Jonathan Doyle (
www.fantasiafest.com)
Freak Out offers a sobering warning to all potential victims of serial killers: if your serial killer is incompetent and unable to kill you, do not train him! Send him away. Unfortunately, Doody fails to heed this warning. He is attacked by the film’s troubled serial killer, a rejected theatre geek, seeking revenge on a world that no longer embraces the conventions of vaudeville. This madman desperately wants to kill but his Steven Sondheim-inspired worldview prevents him from closing the deal. However, after foiling an easily foiled Norman Bates-in-a-burlap-sack shower attack, Doody decides to put his encyclopedic knowledge of horror films to good use, training his attacker to attack others. This leads to countless bizarre scenarios and Doody grows close to his attacker. However, Frankenstein soon loses control over his monster and the situation turns ugly. Really ugly.
This shockingly well-executed exercise in no-budget resourcefulness miraculously surpasses almost every horror movie parody in recent memory. This isn’t just another self-conscious, post-modern horror spoof, it’s a charming, well-intentioned love letter to the world of horror, an unlikely amalgam of slapstick, parody, ridiculous pop music montage, and gratuitous, remorseless murder. Scene after scene, the bizarre ideas keep coming and keep working. Right when you fear that Freak Out has run out of steam, there’s yet another expectation-shattering twist. These filmmakers take their ideas so far, it seems unthinkable that this film could possibly succeed as a narrative with three dimensional characters. But it does. Even more surprising is the polished work of James Heathcote and co-writer Dan Palmer, as the film’s naïve, wide-eyed protagonists. These actors have more natural talent than most of the seasoned pros they’re parodying. While director Christian James may not possess a masterful command of the medium, he’s an expert purveyor of screen comedy. And anyway, these scenes don’t require elaborate visual pyrotechnics. In fact, it’s a pleasure to watch scene-after-scene succeed, solely on the strength of imaginative, original ideas. By embracing campy cheesiness as a virtue, the filmmakers actually benefit from their limitations.
This insane undertaking took almost five years to complete and the hard work has paid off. This is one of the surefire crowd-pleasers at this year’s festival and it is essential viewing for comedy fans, horror fans, and, most importantly, Larry Hagman fans (many of whom are killed in the film). Even as an elaborate homage to dozens of other films, Freak Out emerges as a distinct, bum-feeling entity all its own. You’ve never seen anything quite like this.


--- TASK GOAL ---
When you repeat the entries below, keep each word exactly as it is and drop the pictures.

*** DATA RECORDS Section Begins ***

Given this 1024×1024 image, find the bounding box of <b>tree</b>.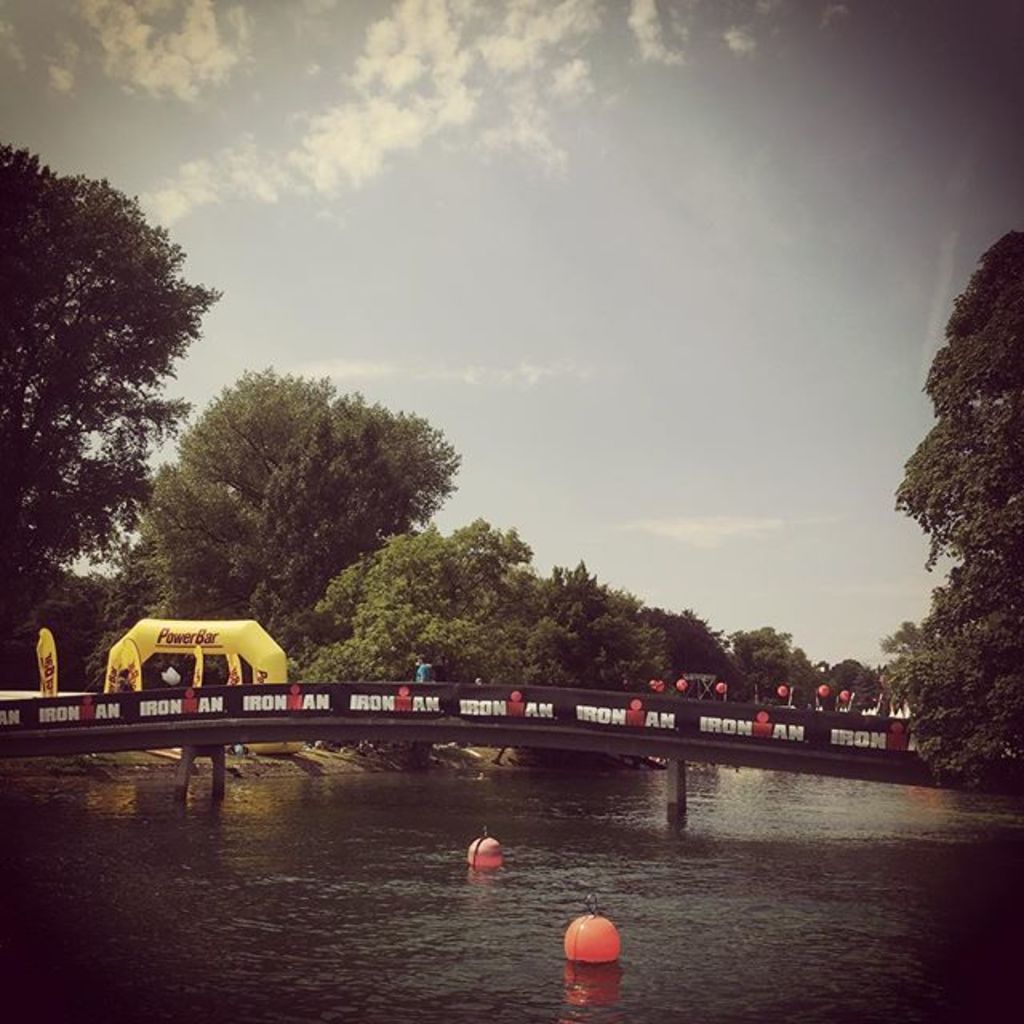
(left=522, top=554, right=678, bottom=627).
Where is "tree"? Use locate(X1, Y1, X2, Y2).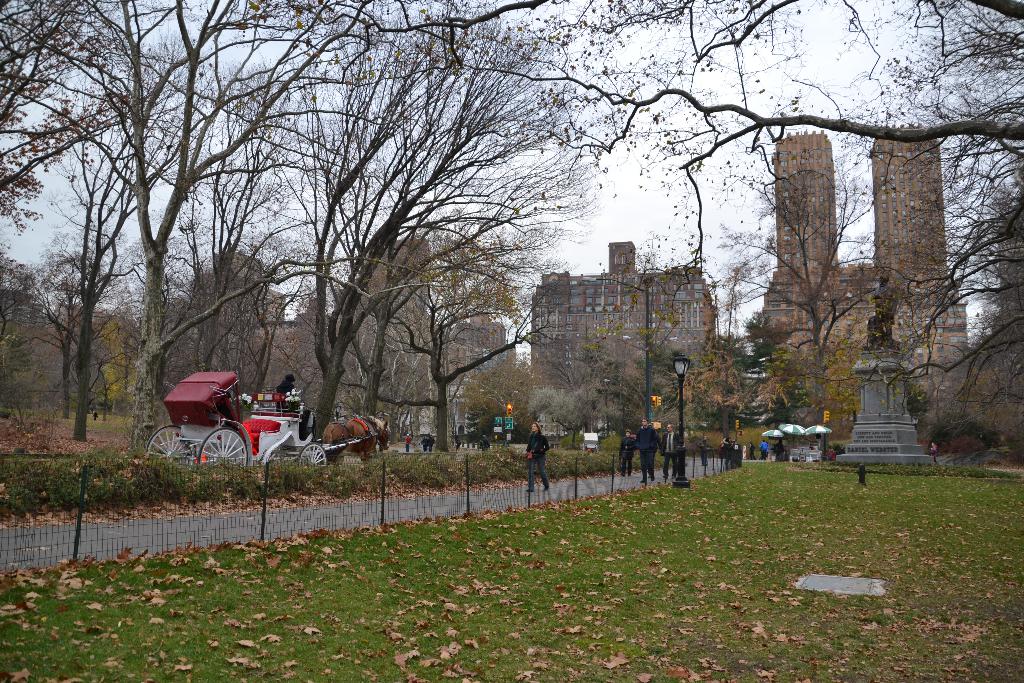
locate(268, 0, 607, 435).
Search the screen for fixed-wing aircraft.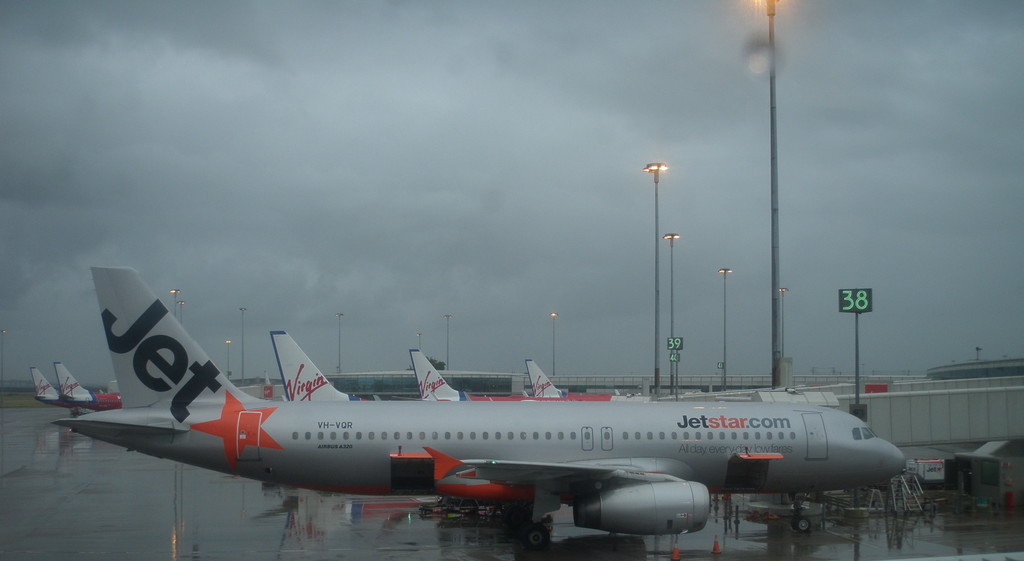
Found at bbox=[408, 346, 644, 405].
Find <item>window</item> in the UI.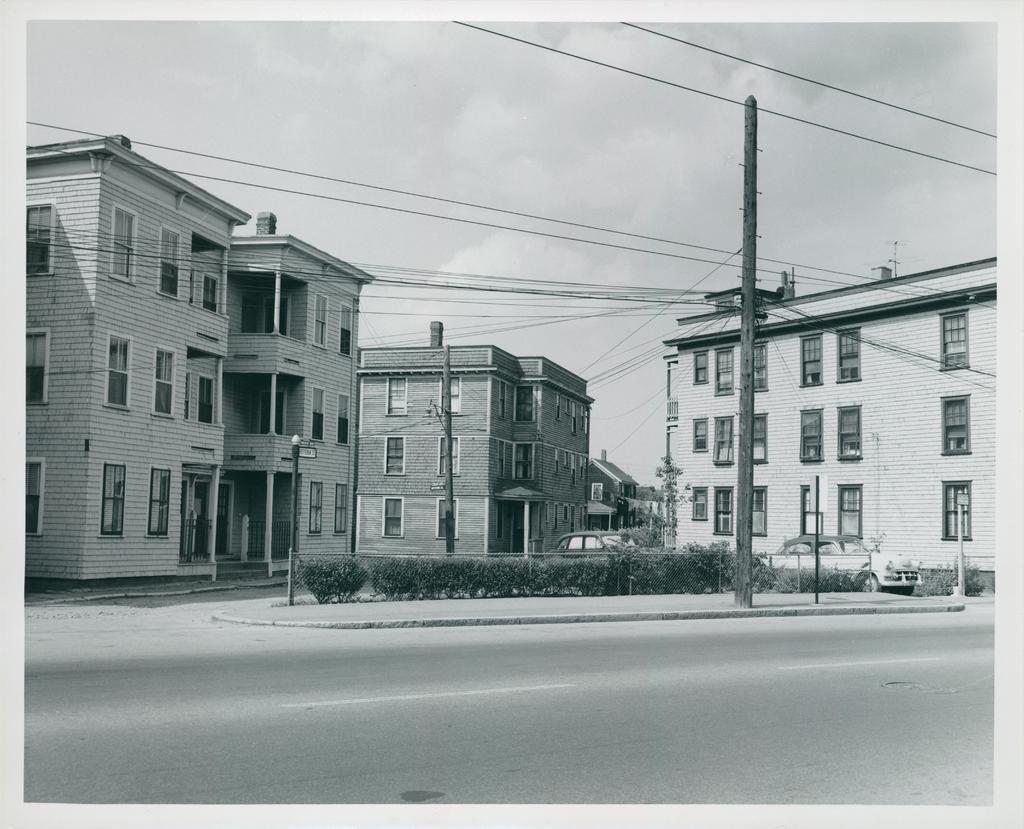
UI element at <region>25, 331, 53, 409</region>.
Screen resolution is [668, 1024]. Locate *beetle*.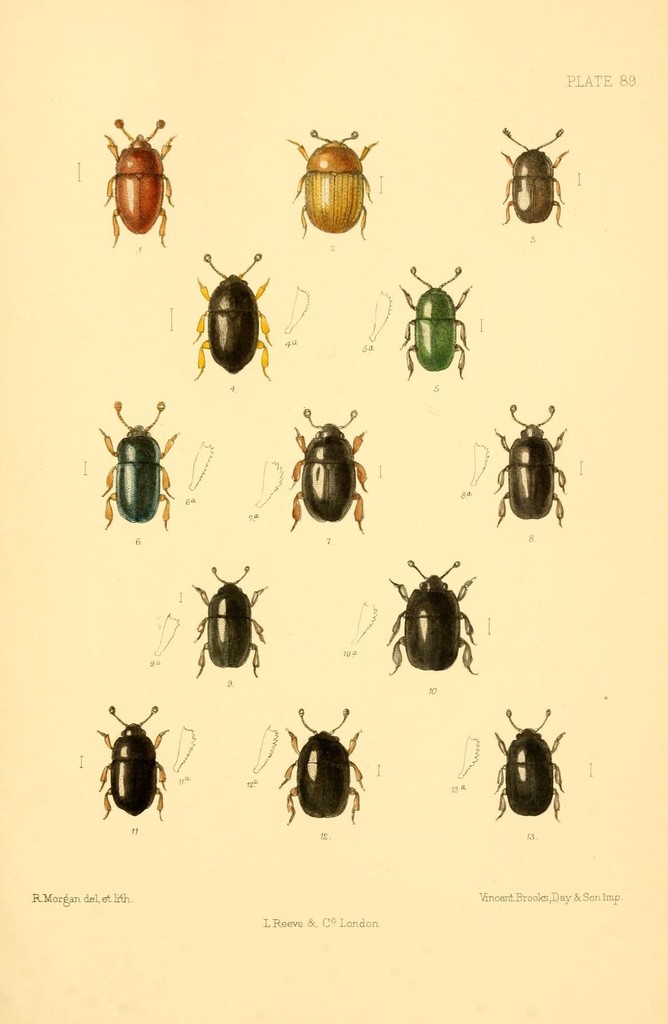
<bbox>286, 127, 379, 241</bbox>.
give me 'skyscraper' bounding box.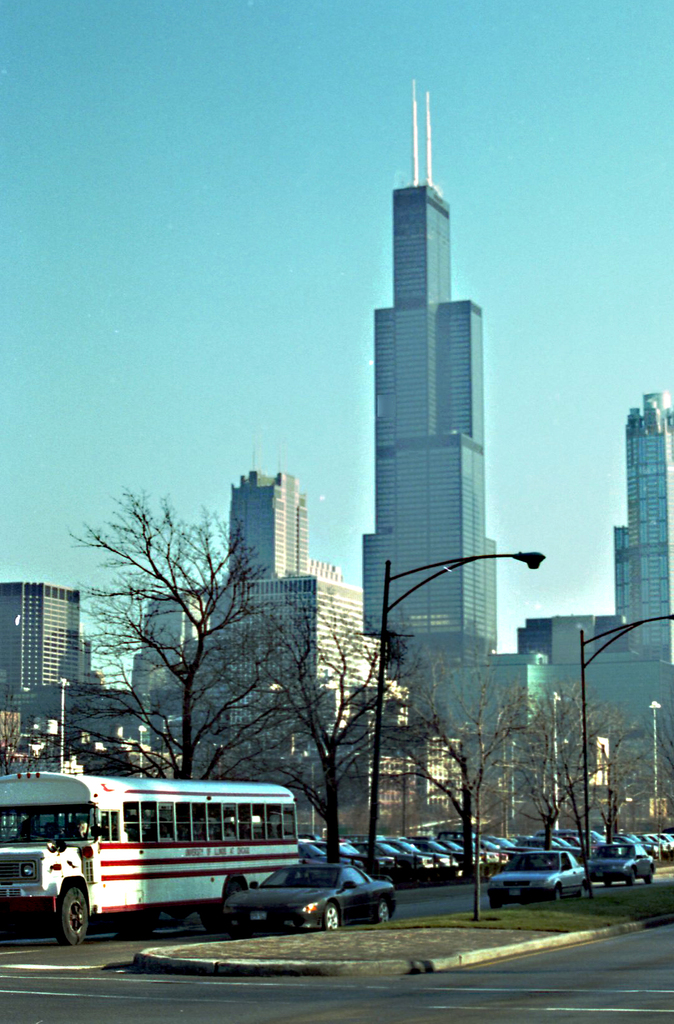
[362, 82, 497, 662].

*** DATA RECORDS Section Ends ***

--- RESPONSE TO THE TASK ---
Given this 1024×1024 image, find the bounding box of <b>tree</b>.
(left=522, top=554, right=678, bottom=627).
Where is "tree"? Use locate(X1, Y1, X2, Y2).
locate(268, 0, 607, 435).
Search the screen for fixed-wing aircraft.
Found at bbox=[408, 346, 644, 405].
Find <item>window</item> in the UI.
UI element at <region>25, 331, 53, 409</region>.
Screen resolution is [668, 1024]. Locate *beetle*.
<bbox>286, 127, 379, 241</bbox>.
give me 'skyscraper' bounding box.
[362, 82, 497, 662].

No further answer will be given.